The practical reality of the situation is that we believe very strongly that individual claimants have the ability to receive support. I could go on about various points in respect of advances and the five-week wait. During their first assessment period, a new claimant can receive a payment up to the expected amount of their UC award, which can then be repaid over 24 months. It is not possible to make a payment as soon as a claim is made, and colleagues should understand that. The assessment period must run its course before the award of UC can be calculated. It would not be possible to accurately determine what a claimant’s entitlement will be in the month ahead. The process ensures that claimants are paid their correct entitlement, which is something we all wish to see, and prevents significant overpayments from occurring.

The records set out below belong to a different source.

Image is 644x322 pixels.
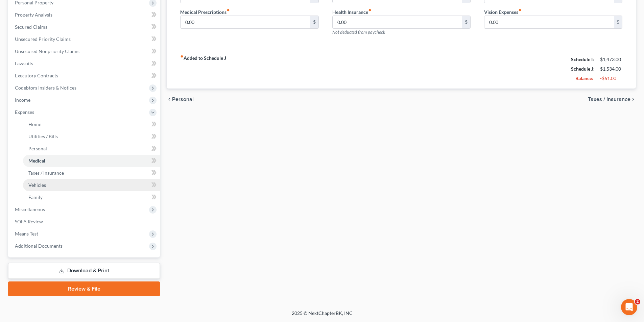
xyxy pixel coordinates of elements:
i: chevron_right [630,97,636,102]
strong: Schedule J: [571,66,595,71]
strong: Schedule I: [571,56,594,62]
a: Home [23,118,160,130]
span: Expenses [15,109,34,115]
div: -$61.00 [600,75,622,82]
a: Lawsuits [10,57,160,69]
a: Download & Print [8,263,160,279]
span: Income [15,97,30,103]
a: Secured Claims [10,21,160,33]
a: Vehicles [23,179,160,191]
a: Taxes / Insurance [23,167,160,179]
a: Medical [23,154,160,167]
button: Taxes / Insurance chevron_right [588,97,636,102]
label: Health Insurance [332,9,372,16]
strong: Added to Schedule J [180,55,226,83]
span: Miscellaneous [15,206,45,212]
span: 2 [635,299,640,304]
span: Additional Documents [15,243,62,249]
span: Executory Contracts [15,72,58,78]
div: $1,534.00 [600,65,622,72]
span: SOFA Review [15,218,43,224]
a: Utilities / Bills [23,130,160,142]
i: fiber_manual_record [518,9,522,12]
span: Taxes / Insurance [588,97,630,102]
input: -- [333,16,462,29]
span: Personal [172,97,194,102]
i: chevron_left [167,97,172,102]
input: -- [180,16,310,29]
span: Unsecured Priority Claims [15,36,70,42]
span: Property Analysis [15,12,52,18]
i: fiber_manual_record [368,9,372,12]
span: Personal [28,145,47,151]
div: $1,473.00 [600,56,622,63]
span: Home [28,121,41,127]
a: Personal [23,142,160,154]
span: Codebtors Insiders & Notices [15,85,77,91]
label: Medical Prescriptions [180,9,230,16]
i: fiber_manual_record [180,55,184,58]
iframe: Intercom live chat [621,299,637,315]
span: Means Test [15,231,38,236]
div: $ [614,16,622,29]
div: 2025 © NextChapterBK, INC [129,310,515,322]
span: Secured Claims [15,24,47,30]
a: Executory Contracts [10,69,160,82]
i: fiber_manual_record [227,9,230,12]
button: chevron_left Personal [167,97,194,102]
span: Unsecured Nonpriority Claims [15,48,80,54]
a: Unsecured Priority Claims [10,33,160,45]
a: Property Analysis [10,9,160,21]
span: Not deducted from paycheck [332,29,385,35]
a: SOFA Review [10,215,160,227]
span: Vehicles [28,182,46,188]
a: Review & File [8,281,160,296]
span: Lawsuits [15,60,33,66]
span: Family [28,194,43,200]
div: $ [310,16,318,29]
a: Unsecured Nonpriority Claims [10,45,160,57]
label: Vision Expenses [484,9,522,16]
strong: Balance: [576,75,593,81]
a: Family [23,191,160,203]
span: Taxes / Insurance [28,170,64,176]
span: Medical [28,158,45,164]
input: -- [484,16,614,29]
span: Utilities / Bills [28,133,58,139]
div: $ [462,16,470,29]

I welcome today’s debate, and I understand and share the concern of the hon. Member for Glasgow South West that we should ensure that we support the most vulnerable in society. I want to finish on a couple of key points. Much criticism is made of the situation in respect of long-standing poverty, but it is a long-standing principle of the Government that the most effective and sustainable way to tackle poverty is by supporting people into work and to progress. In 2021-22, working-age adults living in families in which all adults were working were seven times less likely than working-age adults in workless families to be in absolute poverty after housing costs, and we have made progress. In 2021-22, there were 1.7 million fewer people in absolute poverty after housing costs than in 2009-10, including 400,000 fewer children, with 1 million fewer workless households than in 2010.

Support exists on an ongoing basis and, as I say, there has never been a larger sum spent on those who are most vulnerable. The cost of living support continues into 2024, and I commend the Government’s approach to these issues.